I wish she’d had more time in her retirement before she got sick. Cancer hit her eight years ago, and she was never really the same, but she had a lot of fun traveling with my stepfather, visiting friends, and feeding the Northern Cardinals who visited her yard. They ate peanuts while she smoked, a few inches away. The last thing I remember us doing together, I took her to see a comedian. Vic Dibitetto, best known as the “Gotta get the bread and milk” guy. We had a great time. She also loved George Carlin, Dom Irrera, Richard Pryor, Sebastian Maniscalco, Richard Klein… absurdity and raunchiness were always appreciated.

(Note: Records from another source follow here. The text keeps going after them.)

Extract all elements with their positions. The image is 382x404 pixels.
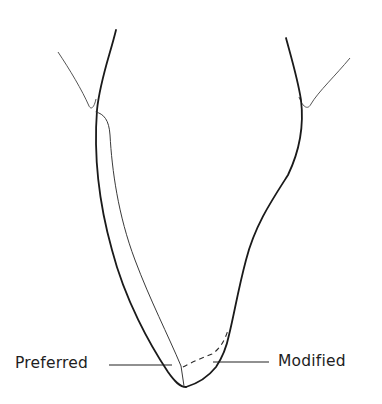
modified-label: Modified (278, 354, 346, 370)
tooth-drawing (0, 0, 382, 404)
preferred-preparation-line (96, 112, 184, 386)
right-outer-outline (186, 38, 302, 387)
right-gum-line (299, 58, 350, 107)
left-gum-line (58, 52, 96, 108)
preferred-label: Preferred (15, 356, 88, 372)
left-outer-outline (96, 30, 186, 387)
tooth-diagram: Preferred Modified (0, 0, 382, 404)
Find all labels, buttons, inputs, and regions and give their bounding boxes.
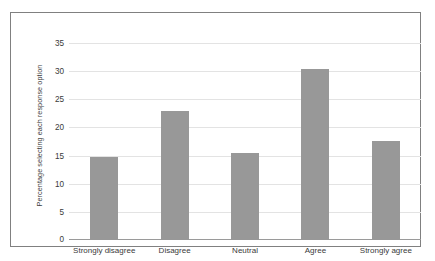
figure-border: Percentage selecting each response optio… bbox=[10, 12, 421, 247]
bar-slot-disagree: Disagree bbox=[139, 43, 209, 240]
y-tick-label-0: 0 bbox=[59, 235, 64, 244]
y-tick-label-25: 25 bbox=[55, 95, 64, 104]
bar-slot-strongly-agree: Strongly agree bbox=[351, 43, 421, 240]
bar-strongly-disagree[interactable] bbox=[90, 157, 118, 240]
y-axis-title: Percentage selecting each response optio… bbox=[35, 51, 44, 221]
bar-slot-strongly-disagree: Strongly disagree bbox=[69, 43, 139, 240]
x-tick-label-strongly-disagree: Strongly disagree bbox=[73, 246, 135, 255]
y-tick-label-10: 10 bbox=[55, 179, 64, 188]
y-tick-label-30: 30 bbox=[55, 67, 64, 76]
y-tick-label-15: 15 bbox=[55, 151, 64, 160]
y-tick-label-5: 5 bbox=[59, 207, 64, 216]
x-tick-label-strongly-agree: Strongly agree bbox=[360, 246, 412, 255]
bar-neutral[interactable] bbox=[231, 153, 259, 240]
bar-slot-neutral: Neutral bbox=[210, 43, 280, 240]
bar-slot-agree: Agree bbox=[280, 43, 350, 240]
bar-group: Strongly disagree Disagree Neutral Agree… bbox=[69, 43, 421, 240]
x-tick-label-disagree: Disagree bbox=[159, 246, 191, 255]
plot-area: 35 30 25 20 15 10 5 0 bbox=[69, 43, 421, 240]
y-tick-label-35: 35 bbox=[55, 39, 64, 48]
y-tick-label-20: 20 bbox=[55, 123, 64, 132]
bar-disagree[interactable] bbox=[161, 111, 189, 240]
bar-strongly-agree[interactable] bbox=[372, 141, 400, 240]
bar-agree[interactable] bbox=[301, 69, 329, 240]
x-tick-label-agree: Agree bbox=[305, 246, 326, 255]
figure: Percentage selecting each response optio… bbox=[0, 0, 435, 261]
x-tick-label-neutral: Neutral bbox=[232, 246, 258, 255]
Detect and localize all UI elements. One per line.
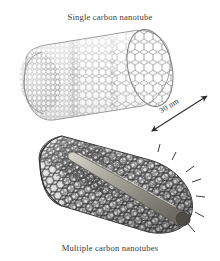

She was declared cancer-free a few years after treatment, but she was never the same after. Many of her friends and family had died, and she became physically frail. She was in and out of the hospital a lot, and we texted often, sending jokes. She was an orca mom. She let me be who I am, and was always happy to toss me a salmon when I visited and swam in her slipstream. She’ll always be with me. She and my uncles had to joke and find joy to survive, and that was how she raised us. They in turn learned this from my grandmother and great-uncles. And me and my sister are teaching her children.
Maggie was an original. Do I think she was a saint? Hell, no. But she stood up for her children, to a violent, privileged man from a pampered rich family, and made a great life for us. She looked like a librarian, but her soul wears a leather jacket and always has a joke to make you smile. Today is her funeral, and I will meet many people she touched.
I love you, mom.
I have turned off commenting. The next time we talk, share your condolences if you wish. Please direct your kindness to the next person you meet who is in need. I will be fine. (My mother made sure of that.) Like we’re on a plane. Put your own mask on first, then attend to those nearby who may need your assistance.
I may have also learned it from a book by Carlos Safina or Barry Lopez. Good reading.
He liked to call my mother names to my face, so I hit the gym in college and challenged him to an arm wrestling match, in which I tore his biceps. He didn’t make it out of my life’s Act One. Now he’s merely a footnote.